▶ AIM OF THE TASK: Pictures aside, copy every record word for word.

- - - -

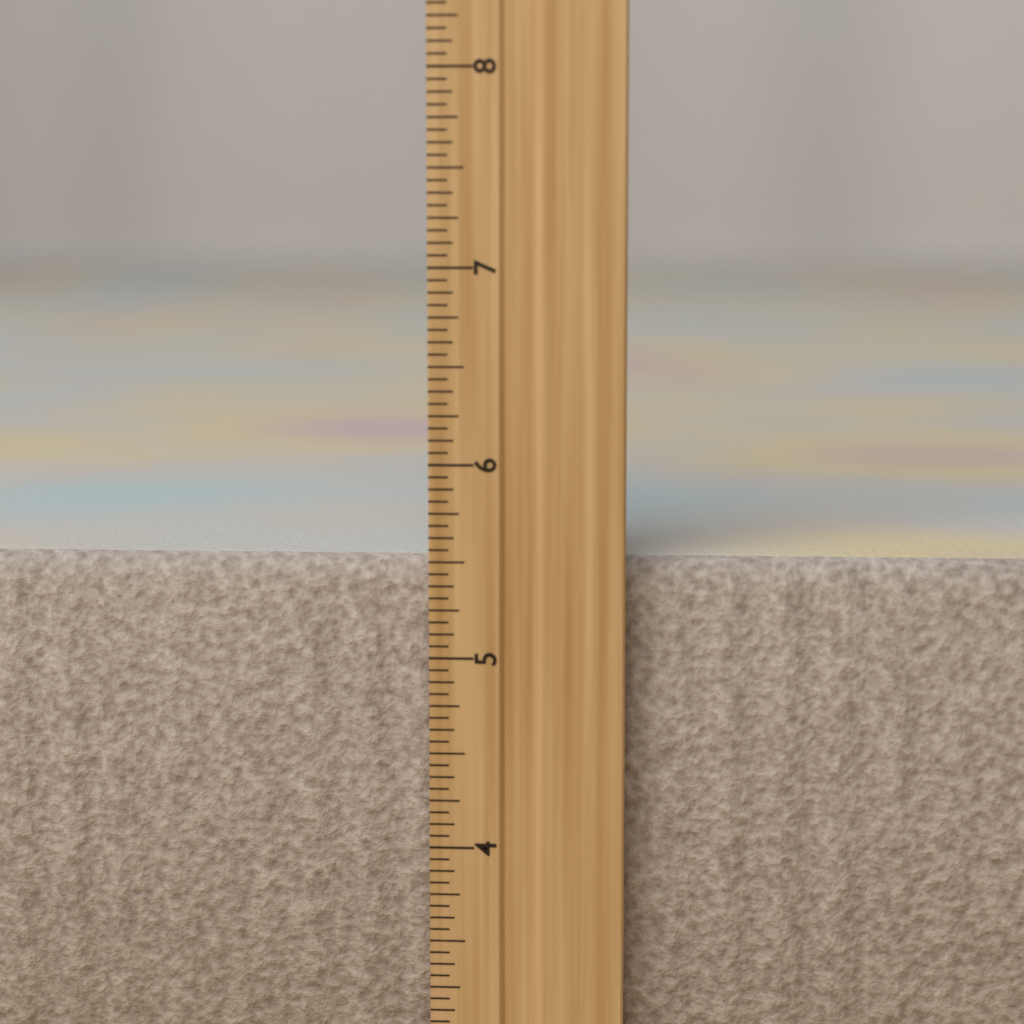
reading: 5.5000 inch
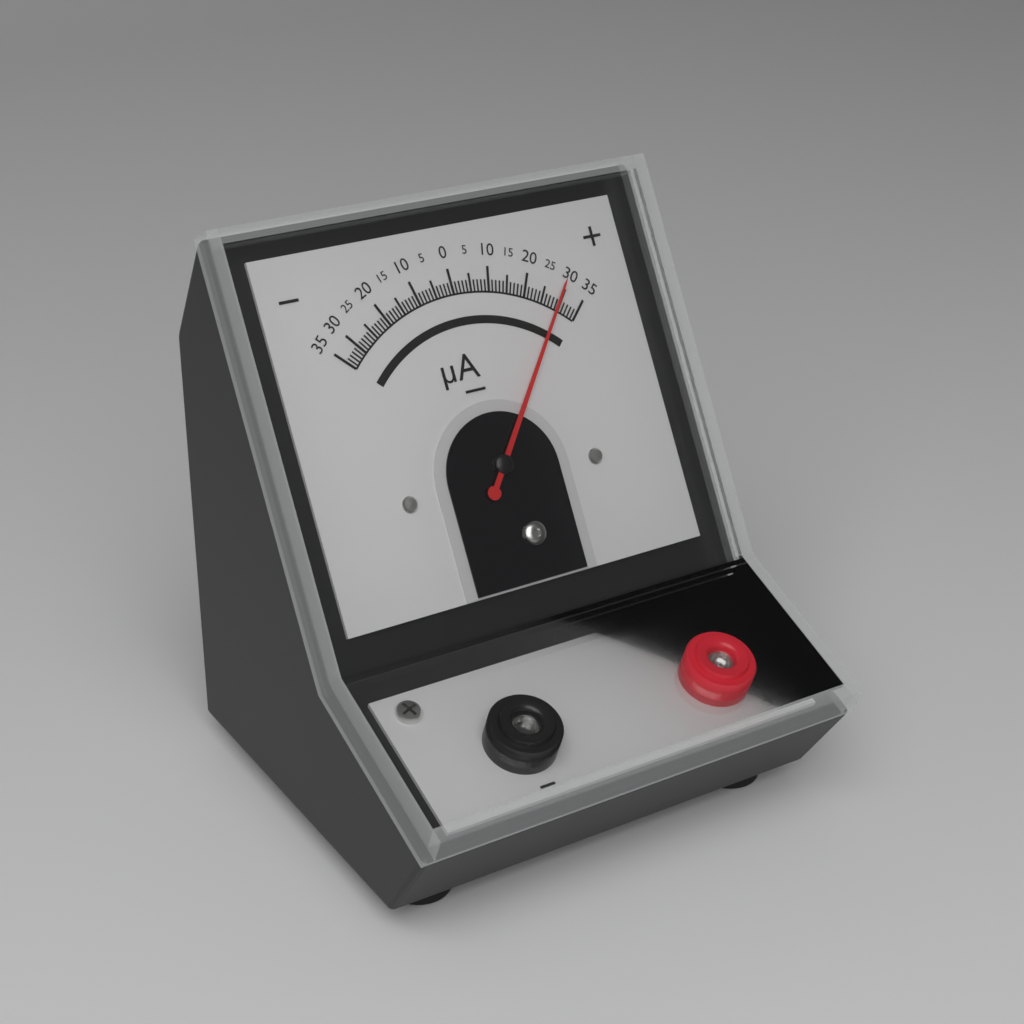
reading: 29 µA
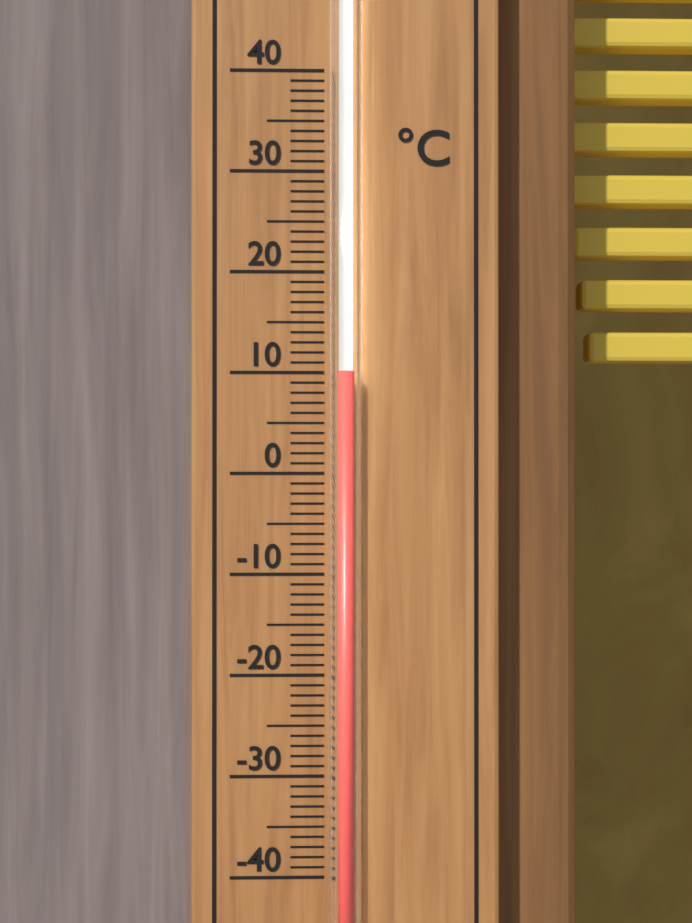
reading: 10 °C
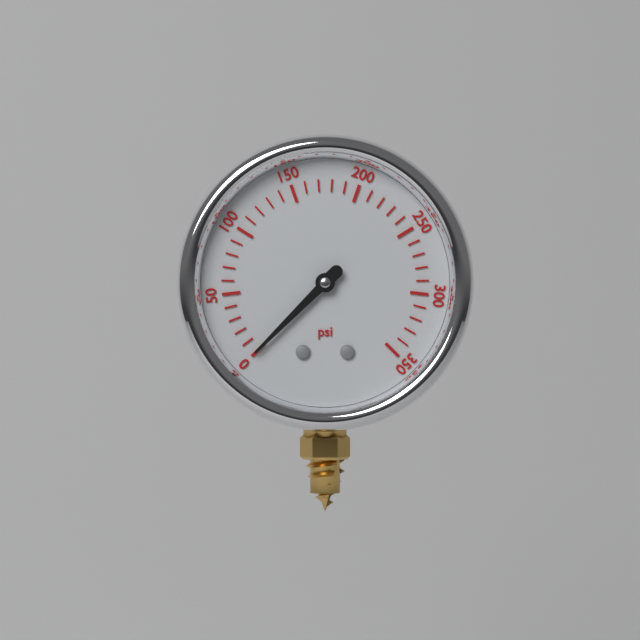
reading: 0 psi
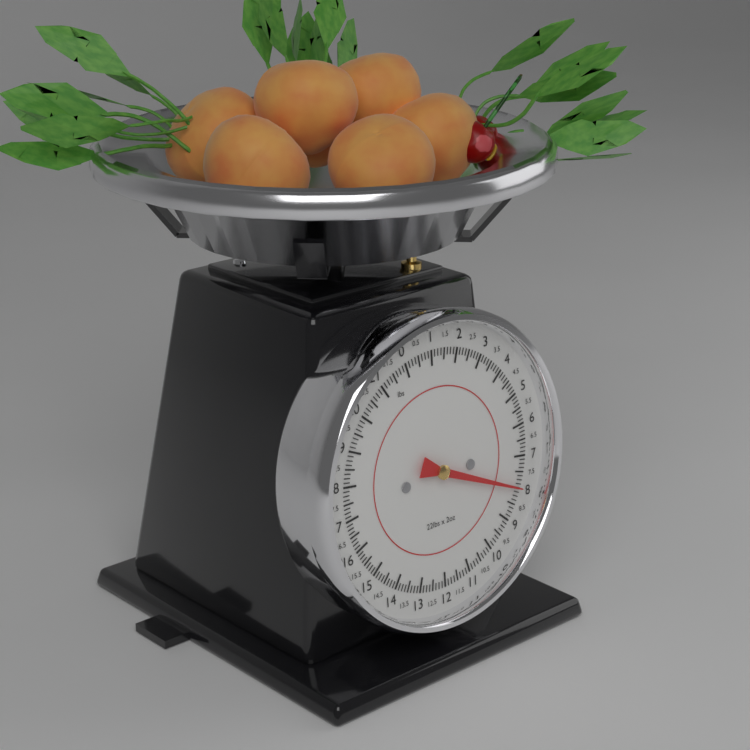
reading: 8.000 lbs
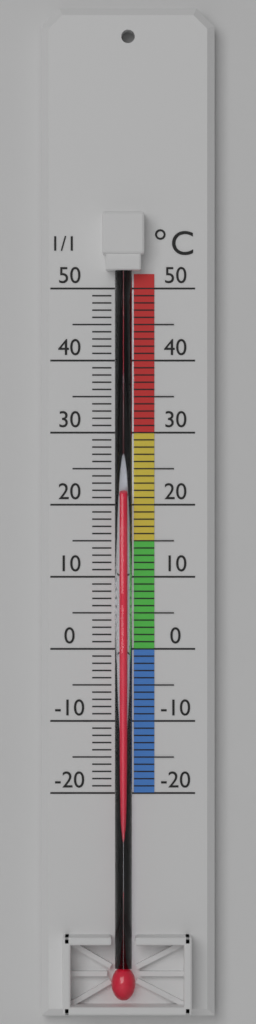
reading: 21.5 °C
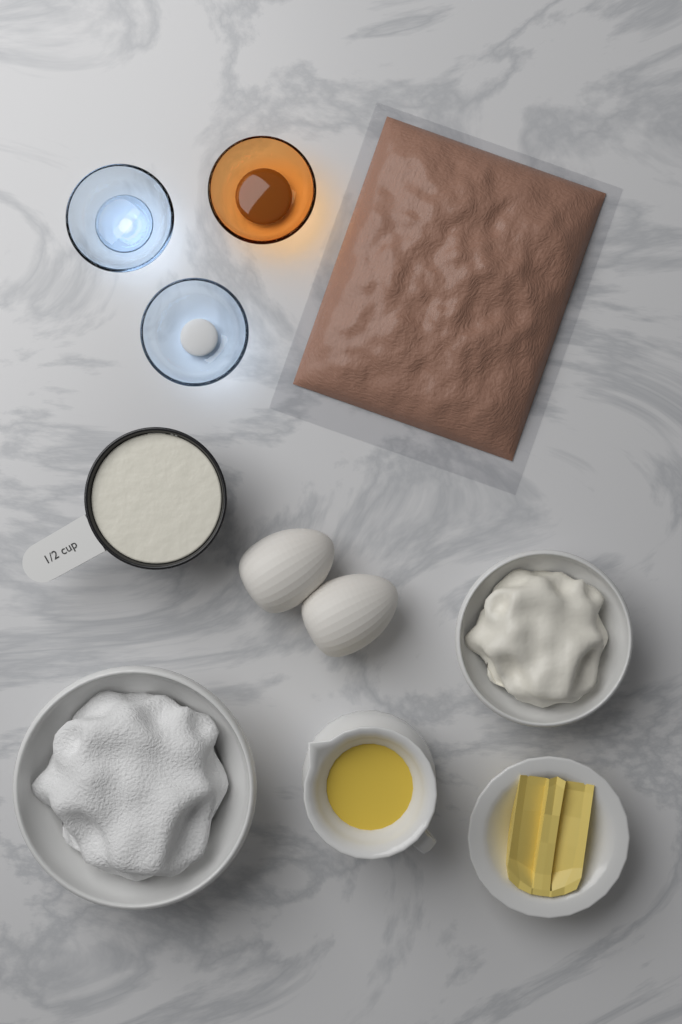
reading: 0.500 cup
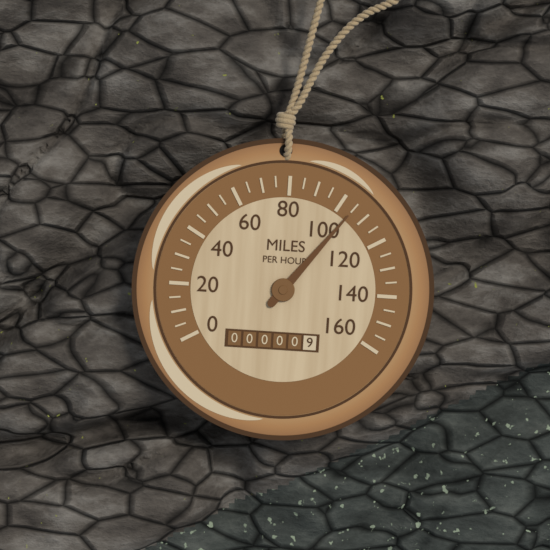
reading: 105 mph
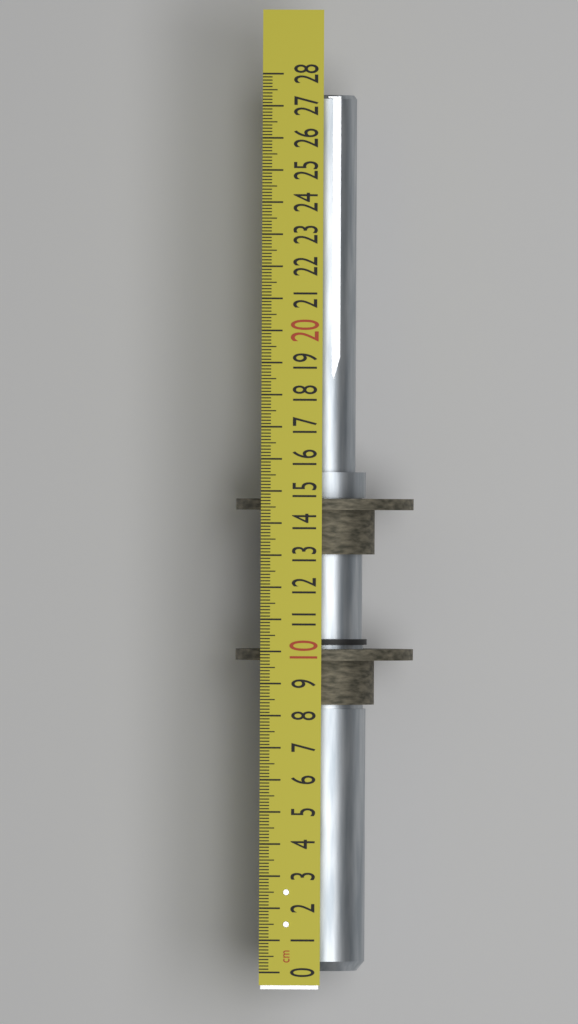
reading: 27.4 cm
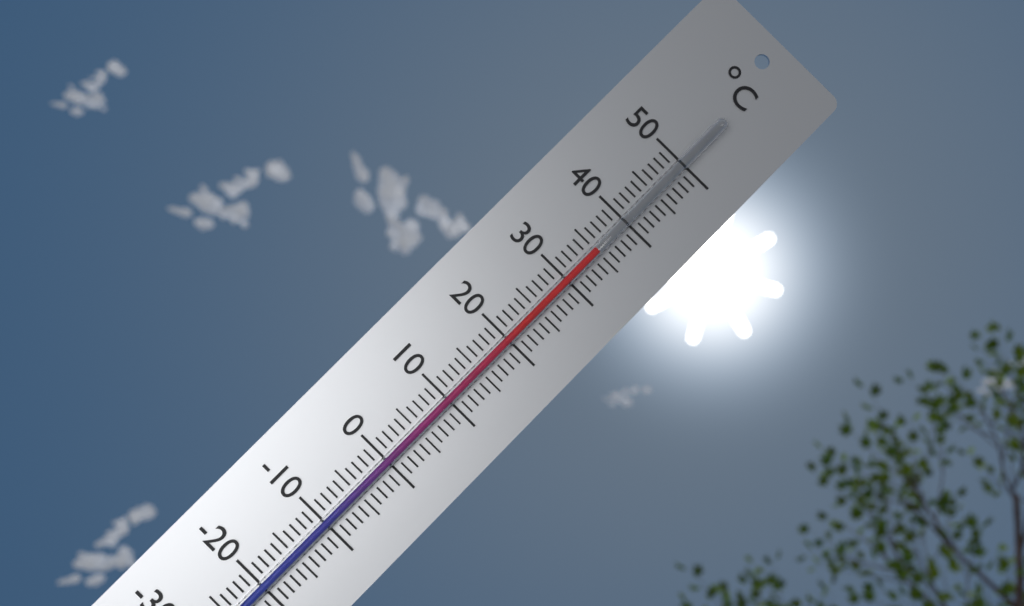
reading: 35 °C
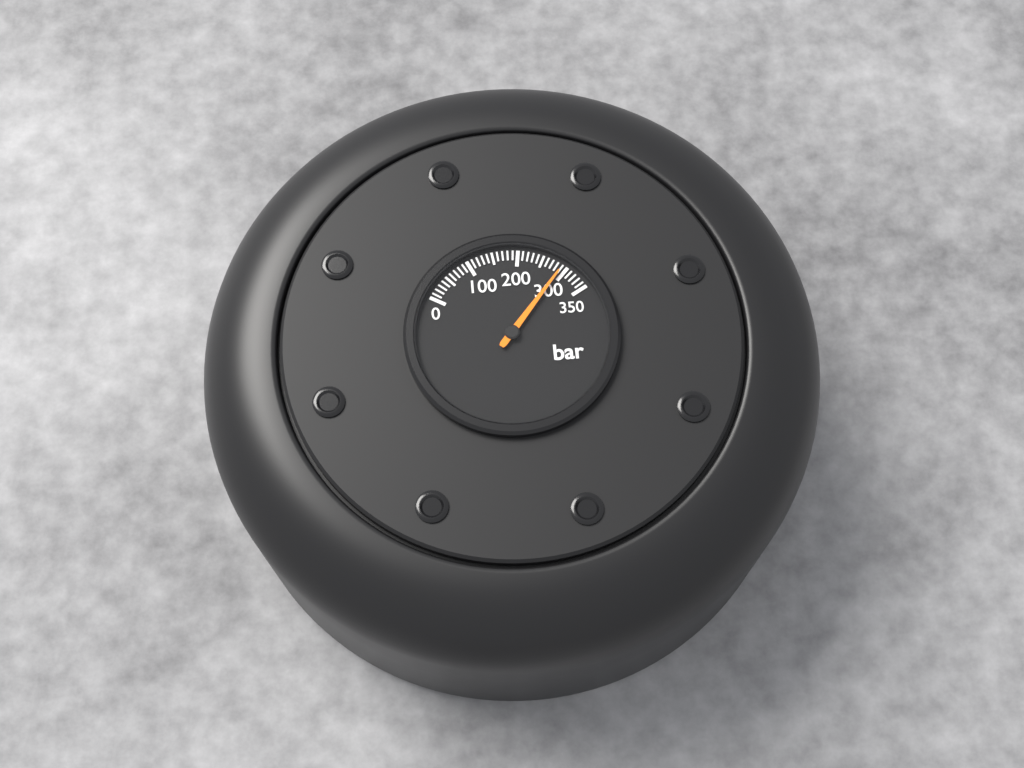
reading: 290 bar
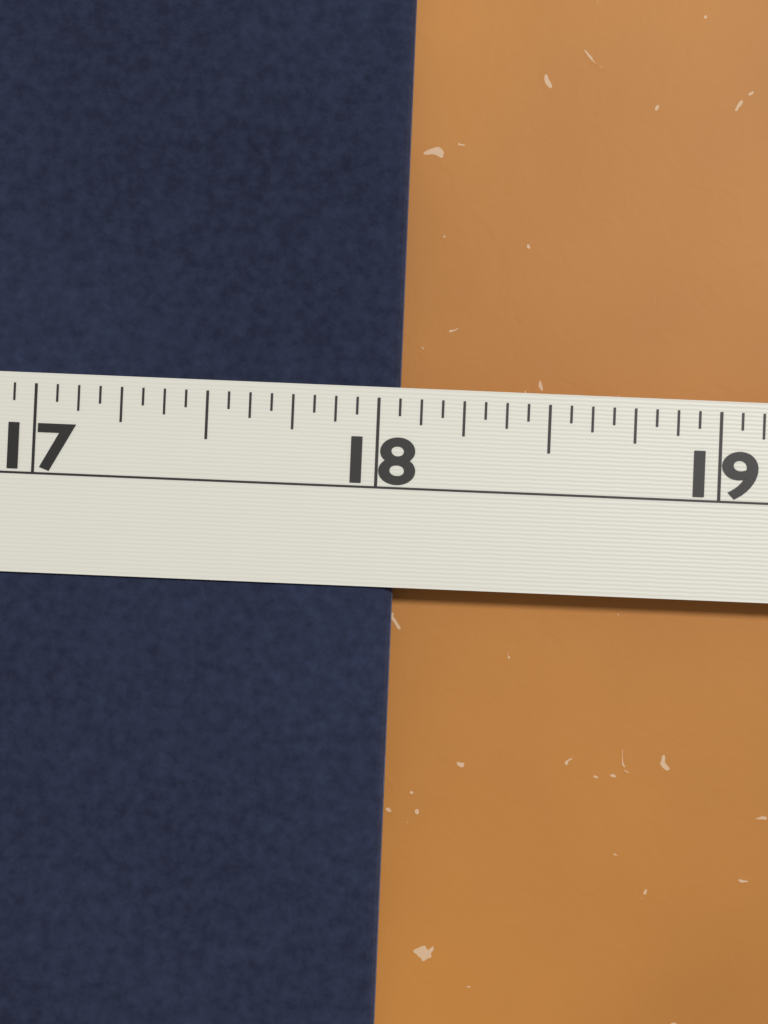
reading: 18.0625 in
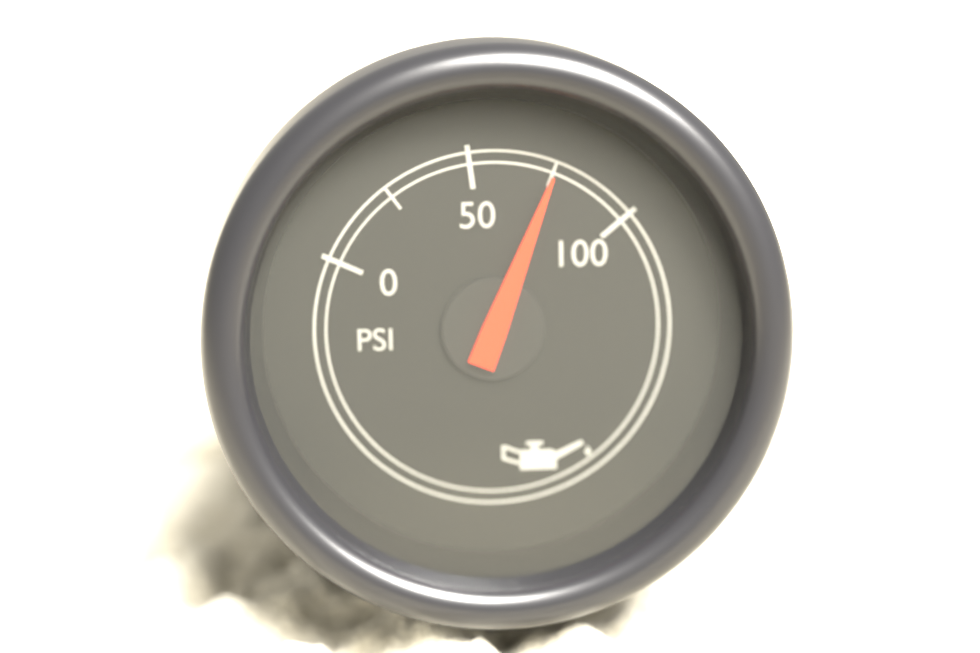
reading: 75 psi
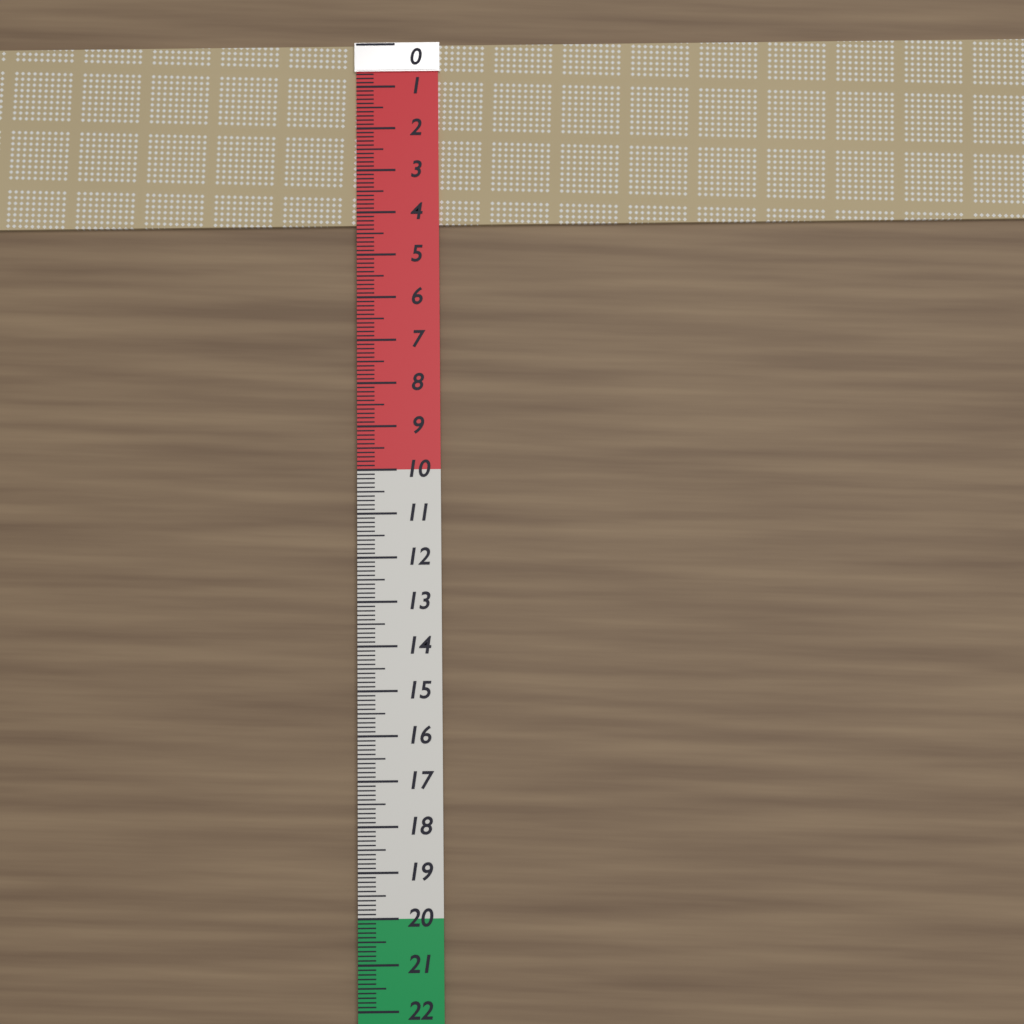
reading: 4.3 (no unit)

- - - -

▶ YOUR RESPONSE:
reading: 5.5000 inch
reading: 29 µA
reading: 10 °C
reading: 0 psi
reading: 8.000 lbs
reading: 21.5 °C
reading: 0.500 cup
reading: 105 mph
reading: 27.4 cm
reading: 35 °C
reading: 290 bar
reading: 18.0625 in
reading: 75 psi
reading: 4.3 (no unit)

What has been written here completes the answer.